Requirement:
Within the records below is a range that opens at the line with "pyautogui.click(x=<x>, y=<y>)" and closes at the line with "The height and width of the screenshot is (532, 399).". Return that range word for word, both ends included, and only that range.

Records for processing:
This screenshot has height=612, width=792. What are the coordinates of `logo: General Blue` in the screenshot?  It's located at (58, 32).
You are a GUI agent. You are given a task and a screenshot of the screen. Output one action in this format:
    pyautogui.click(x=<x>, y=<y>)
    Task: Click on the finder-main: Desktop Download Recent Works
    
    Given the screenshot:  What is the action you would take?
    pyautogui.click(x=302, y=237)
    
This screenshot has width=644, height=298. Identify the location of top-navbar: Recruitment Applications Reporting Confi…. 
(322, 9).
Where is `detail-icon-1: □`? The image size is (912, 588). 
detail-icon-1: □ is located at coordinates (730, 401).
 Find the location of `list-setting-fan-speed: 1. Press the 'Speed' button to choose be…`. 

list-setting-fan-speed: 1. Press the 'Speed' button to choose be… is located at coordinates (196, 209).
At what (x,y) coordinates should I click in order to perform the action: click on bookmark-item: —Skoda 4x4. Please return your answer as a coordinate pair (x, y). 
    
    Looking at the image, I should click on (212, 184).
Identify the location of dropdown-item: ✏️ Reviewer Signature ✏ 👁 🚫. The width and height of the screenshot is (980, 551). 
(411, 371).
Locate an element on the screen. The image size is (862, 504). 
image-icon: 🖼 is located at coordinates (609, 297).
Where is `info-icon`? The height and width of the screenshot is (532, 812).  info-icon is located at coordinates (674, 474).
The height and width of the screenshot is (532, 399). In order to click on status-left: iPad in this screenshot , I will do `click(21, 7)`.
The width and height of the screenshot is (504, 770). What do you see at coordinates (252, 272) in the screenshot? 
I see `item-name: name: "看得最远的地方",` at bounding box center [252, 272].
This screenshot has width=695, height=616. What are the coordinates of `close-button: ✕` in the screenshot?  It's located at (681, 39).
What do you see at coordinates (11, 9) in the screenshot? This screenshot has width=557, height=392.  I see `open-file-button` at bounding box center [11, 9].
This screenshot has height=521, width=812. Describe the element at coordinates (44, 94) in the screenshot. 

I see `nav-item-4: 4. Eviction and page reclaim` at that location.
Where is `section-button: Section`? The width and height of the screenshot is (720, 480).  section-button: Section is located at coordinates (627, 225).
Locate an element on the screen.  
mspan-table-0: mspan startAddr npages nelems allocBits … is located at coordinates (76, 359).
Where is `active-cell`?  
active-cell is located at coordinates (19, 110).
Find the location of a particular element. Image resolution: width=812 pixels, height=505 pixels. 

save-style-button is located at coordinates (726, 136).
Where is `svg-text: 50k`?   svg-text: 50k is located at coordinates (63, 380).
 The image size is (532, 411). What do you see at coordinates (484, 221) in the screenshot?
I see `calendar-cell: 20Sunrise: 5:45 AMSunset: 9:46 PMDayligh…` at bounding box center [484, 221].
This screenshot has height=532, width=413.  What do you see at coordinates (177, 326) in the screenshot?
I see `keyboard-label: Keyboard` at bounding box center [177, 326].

Completed task:
    pyautogui.click(x=<x>, y=<y>)
    Task: Click on the finder-main: Desktop Download Recent Works
    
    Given the screenshot:  What is the action you would take?
    pyautogui.click(x=302, y=237)
    
This screenshot has width=644, height=298. Identify the location of top-navbar: Recruitment Applications Reporting Confi…. 
(322, 9).
Where is `detail-icon-1: □`? The image size is (912, 588). 
detail-icon-1: □ is located at coordinates (730, 401).
 Find the location of `list-setting-fan-speed: 1. Press the 'Speed' button to choose be…`. 

list-setting-fan-speed: 1. Press the 'Speed' button to choose be… is located at coordinates (196, 209).
At what (x,y) coordinates should I click in order to perform the action: click on bookmark-item: —Skoda 4x4. Please return your answer as a coordinate pair (x, y). 
    
    Looking at the image, I should click on (212, 184).
Identify the location of dropdown-item: ✏️ Reviewer Signature ✏ 👁 🚫. The width and height of the screenshot is (980, 551). 
(411, 371).
Locate an element on the screen. The image size is (862, 504). 
image-icon: 🖼 is located at coordinates (609, 297).
Where is `info-icon`? The height and width of the screenshot is (532, 812).  info-icon is located at coordinates (674, 474).
The height and width of the screenshot is (532, 399). In order to click on status-left: iPad in this screenshot , I will do `click(21, 7)`.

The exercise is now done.